Thursday, May 28, 2009

Statements transphobic idiots make #1: "You should make do with what you're given, if you're REALLY interested in fighting the gender binary."

This particular attack generally comes from people with a view to deconstruct gender, i.e. socially mandate it out of existence. It's not so much an argument against transsexuality as it is against transition (with the implication that such methods can't "work" or have no effect, as if I needed a vagina or breasts to be a woman...)

Your first incorrect assumption here is that I want to fight the gender binary. On the contrary, I suspect that the "gender binary" is very much natural and I know it does not in any way offend my sensibilities.

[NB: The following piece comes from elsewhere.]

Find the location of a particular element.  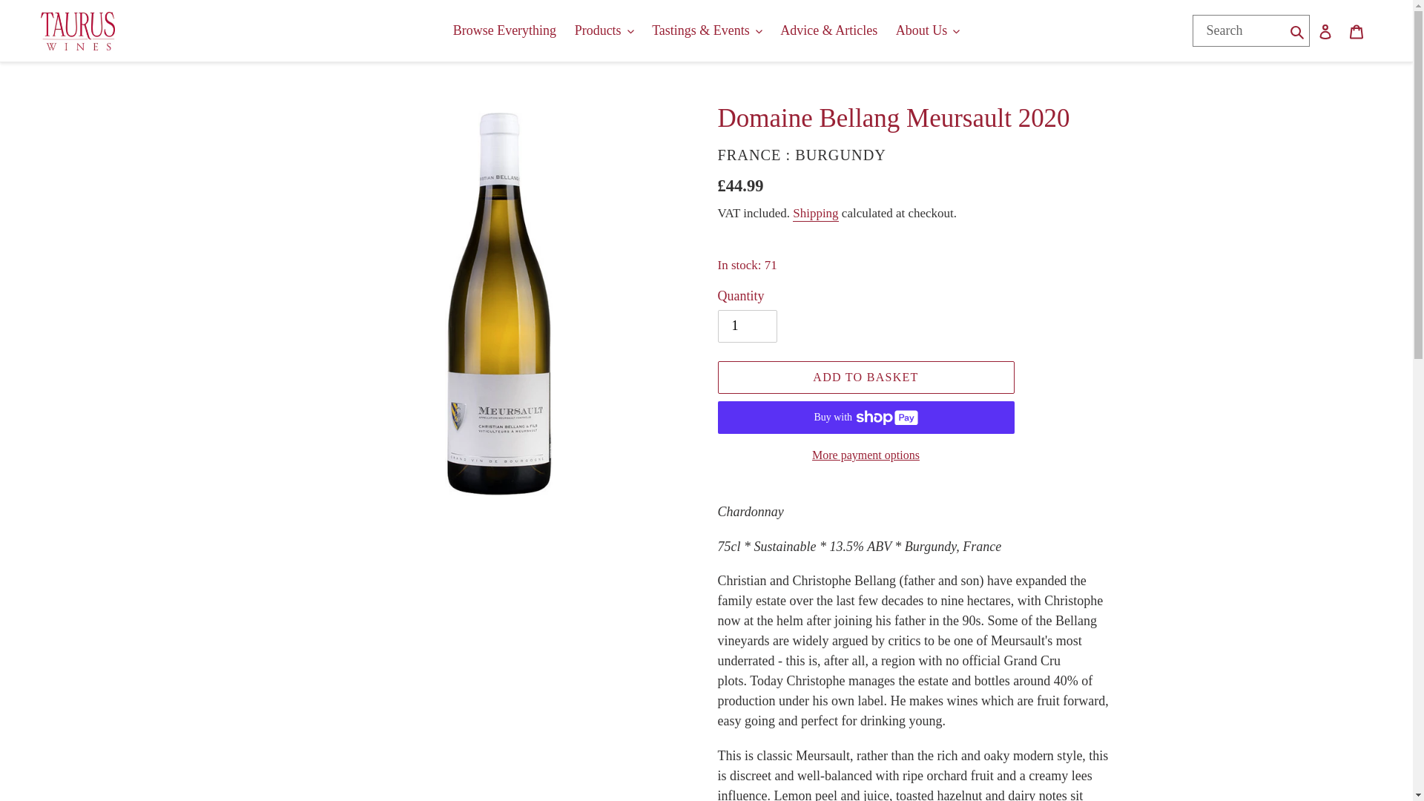

About Us is located at coordinates (928, 30).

I would say that most everyone I've ever met is either a self-identified man or a self-identified woman, and that is totally cool if it works for them. As for myself, I'm a self-identified woman. No, I've no interest in fighting the gender binary. I've interest in fighting the obligations one is born with toward the gender binary. If you are born male you are obligated to be a man in the binary, while females are obligated to be women. Everyone is obligated to identify as one or the other, at least. The fact that most people DO identify within those fairly narrow ranges is wholly incidental; one should be free to identify anywhere along the masculine-feminine spectrum, or outside of it, if they feel such a label accurately describes them, regardless of birth sex or anything. It isn't acceptable to have as a goal "dismantling the identity of another person"; that is a violation of their rights to self-determination. Liberating people, on the other hand, to freely choose their identities and their expressions of them, is a profoundly noble thing.

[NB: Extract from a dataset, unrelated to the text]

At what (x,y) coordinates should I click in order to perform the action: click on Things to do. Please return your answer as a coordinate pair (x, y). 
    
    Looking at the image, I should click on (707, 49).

Your second incorrect assumption is that for whatever reason transition (usually medical transition) is by nature an appeal to normativity. This often comes from people who honestly believe that being a trans woman who is "feminine" is somehow more "normative" than being a feminine man or a masculine woman, and more importantly, that being "normative" is necessarily bad. First--trust me, I know this--being trans is not suddenly conforming to gendered stereotypes, especially not in a world that stubbornly continues to conflate birth sex and everything else relating to one's gender/presentation. I still catch tons of shit for being a trans woman, and NOBODY, EVER, has said to me "Well at least you transitioned, 'cause if you'd been a feminine man, whoa, that would have been rough." My life is not suddenly simple now that people no longer usually mistake me for a man--I still have to deal with the cultural baggage that comes with my now-perceived womanhood, much of which I would reject wholesale, were that an option, in addition to all the shit shovelled on me for being trans. Second--there's nothing wrong with being typical or "normative". In many ways I am a typical woman--that doesn't mean I suddenly can't be an activist or that I'm suddenly kowtowing to "the Man". Look at it this way--there is no reason whatsoever to be ashamed of being white. Being white is not bad. Being oppressive and wielding your white privilege against people of color is bad. Likewise, I am in many ways a "typical" woman, and I'm fine with that--if I were ranting about how I'm so much better at being a woman than butch lesbians, that would be bad.

Many people back this up with bullshit like "I don't really agree with any cosmetic surgery, though, so I'm not transphobic. You just shouldn't be ashamed of your body, because it's what's inside that counts." I want you to picket the burn victims' unit in your local hospital with signs that say "No skin transplants for burn victims; BE PROUD OF YOUR BODY". Now, I don't think a burn victim ought to be compelled to get skin grafts. But if they want them then they should be available. Skin grafts generally serve no physiological purpose--your skin WORKS, scarred though it may be. Skin grafts are a psychological/social thing done for the comfort of the individual--just like transition. I'm the same person now, mid-transition, as I was before I started, and I will be the same person when I'm "done" (though perhaps happier, when I no longer catch hell over the information on my driver's license). Transition is making me happier, nothing else, because I can finally say I love every part of my body, and it all feels right (or is getting there). You don't have to like it, but here's the thing--to refuse to actually support my right to alter my body as I am comfortable doing is simply giving ammunition to those who WOULD out-and-out stop me. I don't ask that you change the way you FEEL, merely the way you ACT. If you are really committed to personal freedoms you have a duty to BEHAVE in a supportive manner, which includes not saying stupid shit like "Cosmetic surgery is perpetuating a dangerous materialist streak in our culture." Instead realize that people who undergo cosmetic procedures (whether they be surgical or hormonal, in any case) MAY indeed do it to conform to someone else's beauty standards--but some of us do it for ourselves, and in the end--neither you nore anyone else should get a say in what I do with my body.